Professor Harald Schmidt is a physician, pharmacist and Chair of the Department of Pharmacology and Personalized Medicine, Faculty of Health, Medicine and Life Sciences at Maastricht University.
On the end of medicine as we know it – and why its health has a future
After his double degree in medicine and pharmacy, he distinguished himself as an internationally recognized researcher in the fields of drug therapy, elucidation of disease causes and prevention.
As an Advanced Investigator of the European Research Council (ERC), Harald Schmidt leads several research programs, including clinical proof-of-concept studies on stroke, heart failure and hypertension; the COST Action OpenMultiMed on systems medicine, the Horizon 2020 program REPO-TRIAL.
He founded companies with which he brought therapeutics and diagnostics to market, is co-editor of the journal Network and Systems Medicine, and has authored over 200 peer-reviewed international publications, review articles, and books.
He is the editor of a textbook on drug therapy with a foreword and afterword by Eckart von Hirschhausen, who also wrote an endorsement for his current book. He conducted research together with future Nobel laureate Ferid Murad, led international teams, institutes and research centers in Germany, USA, Australia and currently in the Netherlands.
Harald Schmidt lecture topics
- The end of medicine as we know it
How healthy do we want to be? We should become healthier, but avoid a pathological fixation on symptoms and pathological self-optimization. - The medicine of the future
Human instead of organ. Research for the patient. Healed instead of treated. We will evolve from the current disease system to a true health system worthy of the name. Completely new elements will be added. Prevention and prevention will be precisely and psychologically pleasantly packaged as wellness/wellbeing. - The future has already begun
Self is the diagnosis. Self is the therapy. Concrete tips on how to benefit from digital diagnostics and digital therapy today. Your digital twin. Concrete tips on how to create the first, safe version of your digital twin today. No one is really sick anymore.
Digitization in medicine, everyone’s talking about it….
But the crisis in medicine is much deeper, and so is its potential for innovation.
- The goal cannot be to merely digitize the status quo of medicine.

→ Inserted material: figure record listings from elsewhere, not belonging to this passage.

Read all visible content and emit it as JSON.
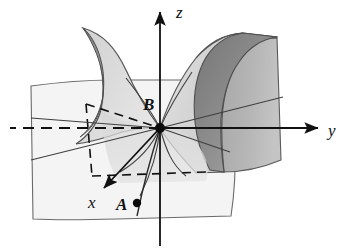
{
  "figure": {
    "kind": "math-surface-diagram",
    "background_color": "#ffffff",
    "stroke_color": "#3a3a3a",
    "axis_color": "#111111"
  },
  "axes": [
    {
      "name": "z-axis",
      "label": "z",
      "direction": "up",
      "label_x": 176,
      "label_y": 15,
      "arrow": true
    },
    {
      "name": "y-axis",
      "label": "y",
      "direction": "right",
      "label_x": 331,
      "label_y": 134,
      "arrow": true
    },
    {
      "name": "x-axis",
      "label": "x",
      "direction": "down-left",
      "label_x": 90,
      "label_y": 205,
      "arrow": true
    }
  ],
  "points": [
    {
      "name": "origin-point-B",
      "label": "B",
      "x": 160,
      "y": 128,
      "label_x": 145,
      "label_y": 105,
      "marker": "filled-dot",
      "marker_radius": 5
    },
    {
      "name": "curve-point-A",
      "label": "A",
      "x": 137,
      "y": 203,
      "label_x": 118,
      "label_y": 210,
      "marker": "filled-dot",
      "marker_radius": 4
    }
  ],
  "colors": {
    "plane_light": "#f4f4f4",
    "surface_light": "#dcdcdc",
    "surface_mid": "#c9c9c9",
    "surface_dark": "#a8a8a8",
    "horn_interior_dark": "#8f8f8f",
    "horn_interior_darker": "#787878",
    "outline": "#4a4a4a",
    "dashed": "#111111",
    "axis": "#111111",
    "label": "#101010"
  },
  "elements": [
    {
      "name": "left-base-plane",
      "kind": "quadrilateral-plane",
      "fill": "#f4f4f4"
    },
    {
      "name": "left-horn-surface",
      "kind": "curved-horn",
      "fill": "#d8d8d8"
    },
    {
      "name": "left-horn-interior",
      "kind": "ellipse-opening",
      "fill": "#8c8c8c"
    },
    {
      "name": "right-horn-surface",
      "kind": "curved-horn",
      "fill": "#cfcfcf"
    },
    {
      "name": "right-horn-interior",
      "kind": "ellipse-opening",
      "fill": "#909090"
    },
    {
      "name": "right-back-panel",
      "kind": "quadrilateral-plane",
      "fill": "#b4b4b4"
    },
    {
      "name": "dashed-projection-rectangle",
      "kind": "dashed-outline"
    },
    {
      "name": "radial-ruling-lines",
      "kind": "line-set",
      "count": 9
    },
    {
      "name": "curve-through-A",
      "kind": "curve"
    }
  ],
  "labels": {
    "z": "z",
    "y": "y",
    "x": "x",
    "A": "A",
    "B": "B"
  }
}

- Nor is more investment in the healthcare system necessary; on the contrary.
- Digitization is not the key
Crisis, what crisis might you ask? Here’s a selection:
- We understand virtually no disease in terms of its causes
- As a result, most patients do not benefit from their medicine
- Because diseases are not cured, they become chronic
- Healthy life expectancy begins to decline
- We invest only 1% of our health expenditure in preventive care
- We do not have a health system but a disease system
- Men and the socially worse off live up to 12 years shorter
- Our health care system is full of misdirected incentives, wastes money
- Biomedical research has only wrong incentives and is ineffective.
- Our current concept of having a specialist for every organ is a dead end
What needs to change, far beyond digitization?
- Innovative systems medicine based on Big Data and Artificial Intelligence.
- New definitions of disease, by causes, not symptoms in organs
- Much more investment in personalized preventive care
- Abolition of all misaligned incentives and unnecessary costs in health care
- Completely new research funding and career parameters in university medicine
- In short: cure instead of treat
As a critical analyst, Harald Schmidt recognized the broad conceptual crisis in medicine and emerged as one of the pioneers of systems medicine, i.e., a complete redefinition of what we even call a “disease,” how we organize medicine, and we use Big Data to heal instead of treat, to prevent instead of cure.
Harald Schmidt is a dedicated, wooed panel speaker, podcaster, screencaster and initiator of the German-language patientenwiewir.de platform. His hobbies are sports, he was a soccer referee for a long time, social engagement e.g. with Rotary International especially for homeless people, e.g. in the Homeless World Cup, and is interested in socially critical and political contemporary art; so much so that he himself has started to build up a small oeuvre (realitychanges.de) and had first exhibitions.